((
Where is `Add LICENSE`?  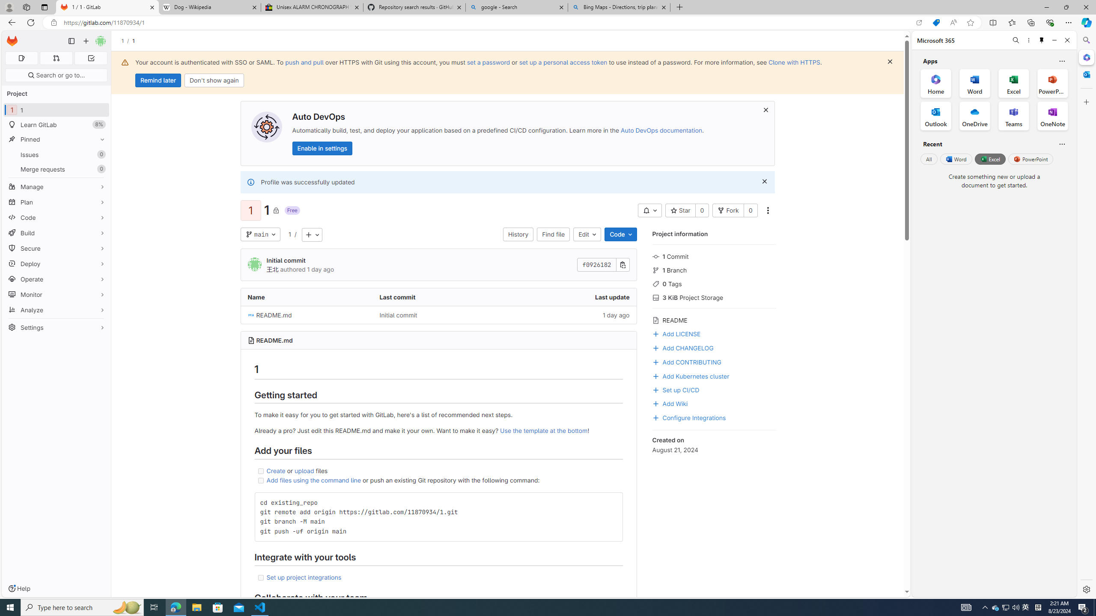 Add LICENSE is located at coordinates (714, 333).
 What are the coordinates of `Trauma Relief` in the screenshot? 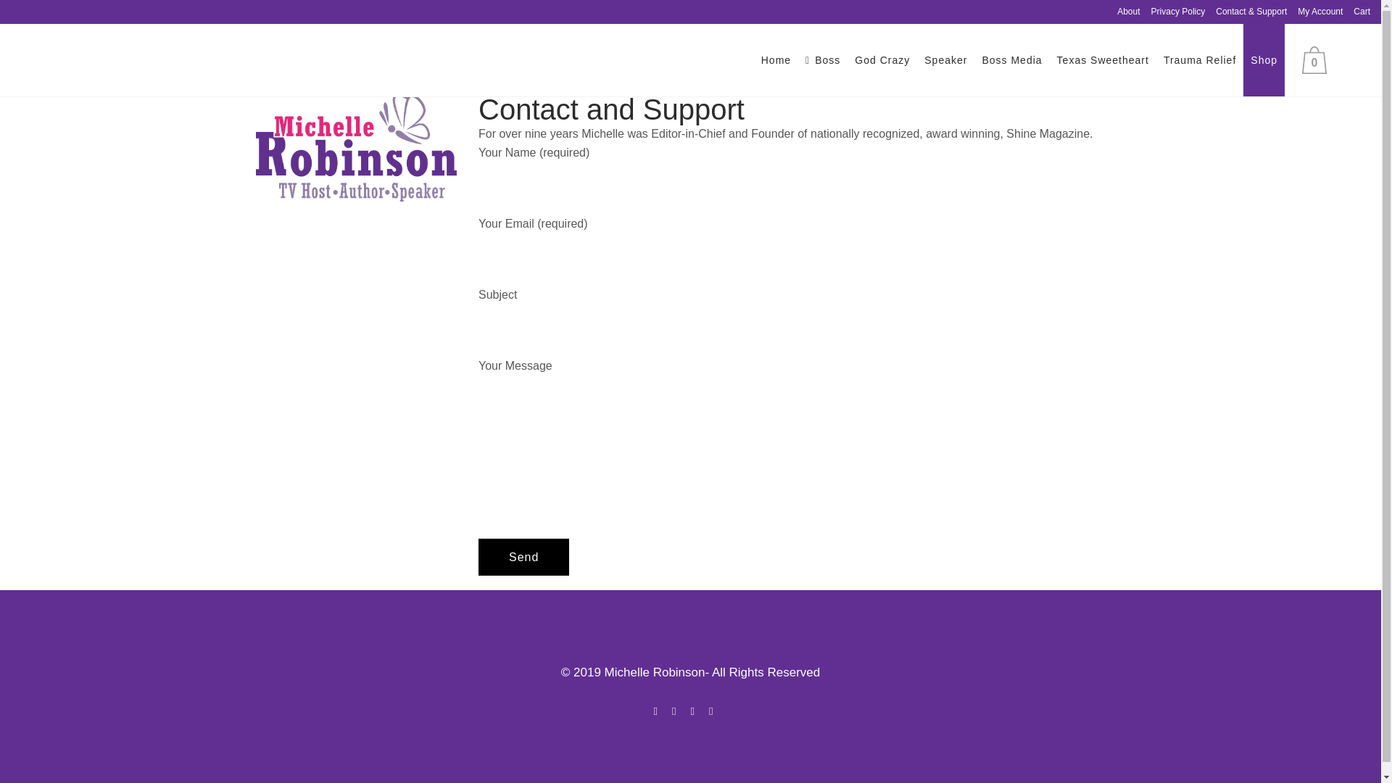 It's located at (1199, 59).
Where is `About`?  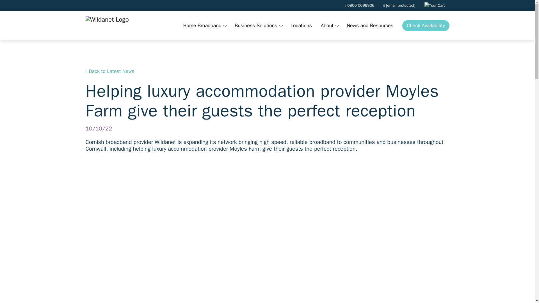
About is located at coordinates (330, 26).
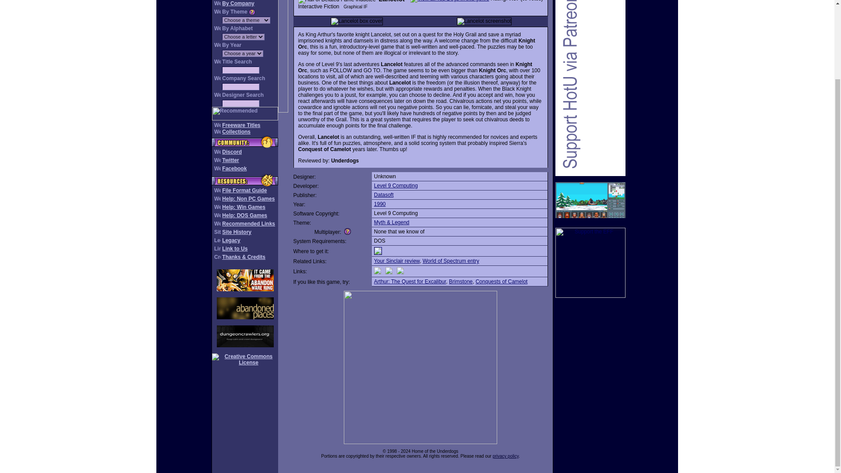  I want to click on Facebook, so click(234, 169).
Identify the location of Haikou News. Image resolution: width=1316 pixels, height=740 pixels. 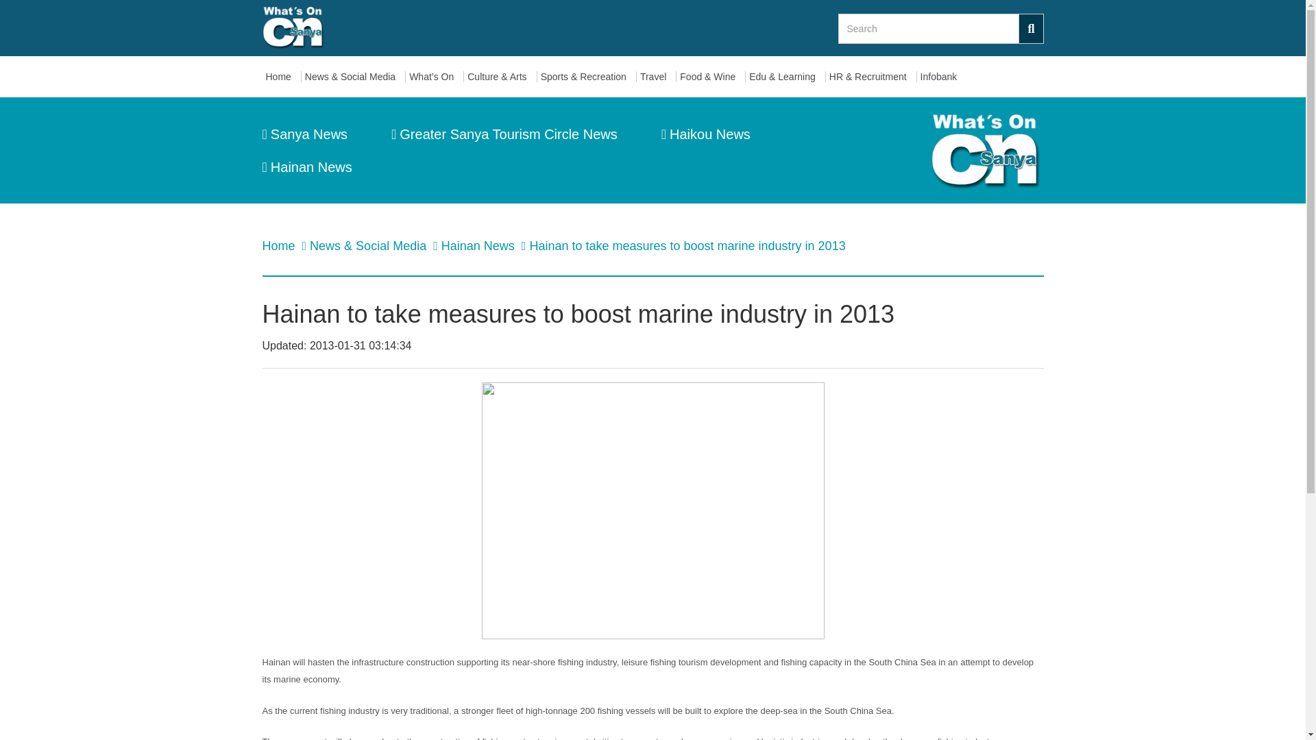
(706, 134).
))
Everything from the line holding "Identify the location" to the close of the records should be written out exactly, both ends included, with pictures omitted.

Identify the location of Haikou News. Image resolution: width=1316 pixels, height=740 pixels. 
(706, 134).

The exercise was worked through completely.